Chapter 44: August 4

Today I trespassed at twilight. Twilight is the ideal time for pretending you live somewhere you don’t. The sky guard is changing, security is relaxed, and everyone’s just had a cocktail. In the gloaming, there is slippage. In this particular gloaming, I pretended to live in a Maine summer colony that’s in my town. Maine has many summer colonies, most of them built at the turn of the last century, most of which resemble adult camps. Each house has a decrepit porch with hard wooden chairs in which relaxation is meant to occur. The words that spring to mind when I look at these cottages are “backgammon” and “wife-swapping” and “gin.” Families have been swapping wives over backgammon and gin for generations. They are heritage families, I suppose. I know some of these heritage families. Heritage families tend to fray, and fight, and go spectacularly broke. They fail to fix rotting sills or replace window screens. This adds to the charming unattainability of such properties. You cannot purchase a century of hostility and neglect; you cannot purchase houses in which first editions of 1984 and old family letters are left unprotected, even when the houses are rented to strangers, as many are, in order to fund the most urgent repairs and the paying of taxes. To care so little for history raises the value immeasurably.

My friends are renting one of these houses; ergo we’d established a trespassing foothold. Just before the moon rose, we decided to walk to a nearby cottage we’d heard was for sale. My friends called it the Boston Marriage cottage because it was once owned by two women of independent means. We walked down the dirt lane carrying wineglasses so that we could pass as well as trespass. Open container strolls marked us as natives. We wondered about the origin of the term “Boston marriage.” Even though we had iPhones in our pockets, we preferred to hazard guesses. It would not be passing of us to Google a term we’d presumably used so many times without knowing what it meant that we no longer harbored any curiosity about its origin.

The Boston Marriage cottage was located on Mandalay Lane. Mandalay! Colonialism was so predictable. Manderley, the name of the house in du Maurier’s Rebecca, seemed the shrewder and more literary fit, with its haunting of the new generation by the old, also its themes of passing and identity concealment. We were all the second Mrs. de Winter that night.

There was no “For Sale” shingle in front of the Boston Marriage cottage, which made us wonder if it had been sold, or if it had never been for sale in the first place. My friend, who hails from a multigenerational family of landowners in a historic area outside of Philadelphia, assured us that a sign would be gauche, or an indication of financial vulnerability. Their neighbors in the colony would gossip condemningly. Who would bother selling such a worthless thing? Only the desperately desperate.

We walked around the Boston Marriage cottage and peered into the windows. We sat on its deck and enjoyed the view. We guessed at the problems given its age and location. A complicated septic situation. Rot, infestation, unbearable neighbors. These seemed minor disincentives given the price, which we’d heard was reasonable. We guessed at the future problems that might mar this cottage were my friends to buy it. Men who never wanted to come and weren’t handy. Close-quartered children who quarreled when the fog parked in the harbor for days. My friends — both are women, best friends since girlhood — began scheming to buy this cottage together. They both had husbands. But they had yet to replace one another. Who ever replaces their friends with a lover? These two women took nearly all of their vacations together. Their individual families coexisted as a larger, extended family, headed by two matriarchs. We finished our drinks on the porch. My two friends reasoned that they were the cottage’s heirs apparent. “We basically have a Boston Marriage,” they said.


- _Task directions_: List all lines of the data containing the word "Solid".

- _Dataset_:
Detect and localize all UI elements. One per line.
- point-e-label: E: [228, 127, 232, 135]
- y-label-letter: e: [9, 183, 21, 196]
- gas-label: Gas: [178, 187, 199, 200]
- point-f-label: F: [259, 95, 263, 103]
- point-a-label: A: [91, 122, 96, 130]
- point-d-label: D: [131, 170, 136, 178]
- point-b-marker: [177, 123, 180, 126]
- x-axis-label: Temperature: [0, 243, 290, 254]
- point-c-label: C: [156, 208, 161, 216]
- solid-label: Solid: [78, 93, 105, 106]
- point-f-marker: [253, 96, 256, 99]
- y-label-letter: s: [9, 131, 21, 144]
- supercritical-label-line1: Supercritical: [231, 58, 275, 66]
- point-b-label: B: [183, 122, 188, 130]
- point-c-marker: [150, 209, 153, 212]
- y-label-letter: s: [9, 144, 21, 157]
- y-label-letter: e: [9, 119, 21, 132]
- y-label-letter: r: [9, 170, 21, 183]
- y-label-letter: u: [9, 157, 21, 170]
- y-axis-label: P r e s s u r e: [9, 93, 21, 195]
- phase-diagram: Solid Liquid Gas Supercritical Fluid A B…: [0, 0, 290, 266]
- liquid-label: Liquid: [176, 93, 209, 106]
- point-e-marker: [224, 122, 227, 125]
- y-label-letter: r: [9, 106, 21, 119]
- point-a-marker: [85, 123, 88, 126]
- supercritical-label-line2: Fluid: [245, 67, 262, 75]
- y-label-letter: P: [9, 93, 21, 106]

==

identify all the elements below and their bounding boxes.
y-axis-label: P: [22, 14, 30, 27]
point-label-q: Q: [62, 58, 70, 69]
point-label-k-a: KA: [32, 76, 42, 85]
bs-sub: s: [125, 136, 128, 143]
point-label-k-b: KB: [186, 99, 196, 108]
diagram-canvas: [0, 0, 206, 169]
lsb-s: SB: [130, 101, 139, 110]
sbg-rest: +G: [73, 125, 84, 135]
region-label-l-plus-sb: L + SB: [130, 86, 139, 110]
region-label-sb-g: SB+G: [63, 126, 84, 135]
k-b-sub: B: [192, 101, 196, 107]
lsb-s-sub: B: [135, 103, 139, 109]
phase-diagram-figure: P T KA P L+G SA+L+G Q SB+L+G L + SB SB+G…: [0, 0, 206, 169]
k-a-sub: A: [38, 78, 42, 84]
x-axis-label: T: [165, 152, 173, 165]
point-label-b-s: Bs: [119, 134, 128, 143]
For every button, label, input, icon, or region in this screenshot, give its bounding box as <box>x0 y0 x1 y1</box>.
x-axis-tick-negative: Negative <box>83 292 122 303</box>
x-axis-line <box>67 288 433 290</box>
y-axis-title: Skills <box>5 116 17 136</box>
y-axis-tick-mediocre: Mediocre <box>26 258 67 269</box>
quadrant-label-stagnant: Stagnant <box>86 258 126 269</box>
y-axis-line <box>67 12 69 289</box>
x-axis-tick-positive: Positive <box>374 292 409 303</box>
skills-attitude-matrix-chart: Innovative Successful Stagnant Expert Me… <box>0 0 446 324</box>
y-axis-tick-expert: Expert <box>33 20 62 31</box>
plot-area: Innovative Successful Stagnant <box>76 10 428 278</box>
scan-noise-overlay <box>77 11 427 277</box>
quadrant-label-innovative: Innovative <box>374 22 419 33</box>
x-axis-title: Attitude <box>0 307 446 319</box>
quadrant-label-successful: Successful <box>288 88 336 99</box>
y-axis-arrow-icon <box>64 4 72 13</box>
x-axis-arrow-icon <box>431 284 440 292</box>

- _Your response_:
- solid-label: Solid: [78, 93, 105, 106]
- phase-diagram: Solid Liquid Gas Supercritical Fluid A B…: [0, 0, 290, 266]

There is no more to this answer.